The qualitative researcher must embrace the necessity (if not the burden) of conveying a clear, thick, descriptive research protocol to her/his reader. It is then left to the reader to assess the clarity and cogency of the qualitative researcher’s descriptions of the research process and asserted outcomes. The researcher continually asks “Did I get this right?” “Did I capture this reality honestly and fully?” Conversely, the reader asks in response “Do I have confidence in the accuracy of your analysis of the data and the precision in conveying the findings?” Therefore, the relationship between the qualitative researcher and the reader of the qualitative research is an active partnership in communicating and considering the impact of the research presented.

Without the declarative signposts for quality that are found in quantitative research, readers of qualitative research have to base their confidence of the quality of the findings on other markers. This requires the reader to critically challenge the text and through a close reading ask the researcher questions such as “How credible were the informants based on your description and sampling method?”, “Did you sufficiently address competing explanations or interpretations?”, or “Am I satisfied with your explanation of your relationship with the topic, setting, or participants?” Through this dialog with the text, the reader develops a sense of trust or confidence in the evidentiary assertions made by the researcher.

Assertive (Concluding) Remarks

We return to the original question posed by the editors of this issue: When is it acceptable to make prescriptive statements in educational research articles? For our purposes, we revise the question to read “When is it acceptable to make prescriptive statements in qualitative educational research articles?” The qualitative research community strongly resists establishing a single set of standards of evaluation which makes answering this question difficult. That is not to say that they do not want to produce high-quality work. Rather, the issues are who decides what the standards ought to be and how one set of standards can be applied unilaterally to such a diverse methodology (Eisenhart 2006; Howe 2009; Lichtman 2011; Torrance 2008).
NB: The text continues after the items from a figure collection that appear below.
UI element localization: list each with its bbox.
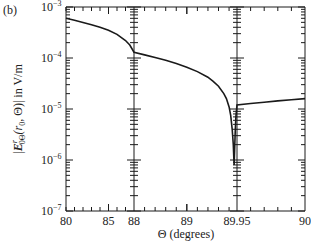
svg-text:|Er0Θ(r0, Θ)| in V/m: |Er0Θ(r0, Θ)| in V/m [10, 64, 27, 154]
y-tick-label: 10−3 [41, 0, 62, 14]
x-tick-label: 85 [103, 214, 115, 228]
y-tick-labels: 10−310−410−510−610−7 [41, 0, 62, 218]
data-series-line [66, 18, 305, 165]
x-tick-label: 80 [60, 214, 72, 228]
x-axis-label: Θ (degrees) [158, 227, 214, 241]
y-tick-label: 10−7 [41, 203, 62, 218]
plot-axes [66, 7, 305, 211]
y-tick-label: 10−4 [41, 50, 62, 65]
y-tick-label: 10−5 [41, 101, 62, 116]
y-axis-label: |Er0Θ(r0, Θ)| in V/m [10, 64, 27, 154]
x-tick-label: 90 [299, 214, 311, 228]
x-tick-labels: 8085888989.9590 [60, 214, 311, 228]
x-tick-label: 89.95 [224, 214, 251, 228]
panel-label: (b) [3, 3, 17, 17]
chart-figure: (b) 10−310−410−510−610−7 8085888989.9590… [0, 0, 311, 246]
y-tick-label: 10−6 [41, 152, 62, 167]
x-tick-label: 88 [128, 214, 140, 228]
x-tick-label: 89 [181, 214, 193, 228]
While we do not disagree with this position, we have identified values that a qualitative researcher might adopt that when in practice produces credible research upon which assertions can be made. These values include transparency of data collection, transparency of analysis, and reflexivity when drawing assertions. These values reflect the researcher’s intentionality prior to and during fieldwork as well as his or her ability to communicate that intentionality in the finished article. It is possible for a scholar to conduct impeccable research with strong evidence to support declarative or prescriptive assertions; however, if that scholar cannot communicate how he or she arrived at those assertions, the study will hold no credibility with the reader. That implicit and tenuous agreement of trust between writer and reader will be undermined.

When discussing their findings, qualitative researchers can provide detailed and contextually specific suggestions about how different constituencies (i.e., K-12 teachers or administrators, higher education faculty, policy makers, curriculum developers, etc.) might use or apply the findings. Researchers can offer guidance for identifying appropriate groups or settings for use of a study’s findings. They might also give guidance about the degree to which the findings can be extended to other experiences or settings beyond the parameters of the study by offering a rubric to determine appropriateness of fit. With a fully articulated theoretical framework, data collection and analysis plan, assertions and suggestions for application, the qualitative researcher offers the reader and the educational research public the tools by which they can add qualitative evidence to their arsenal of decision making resources.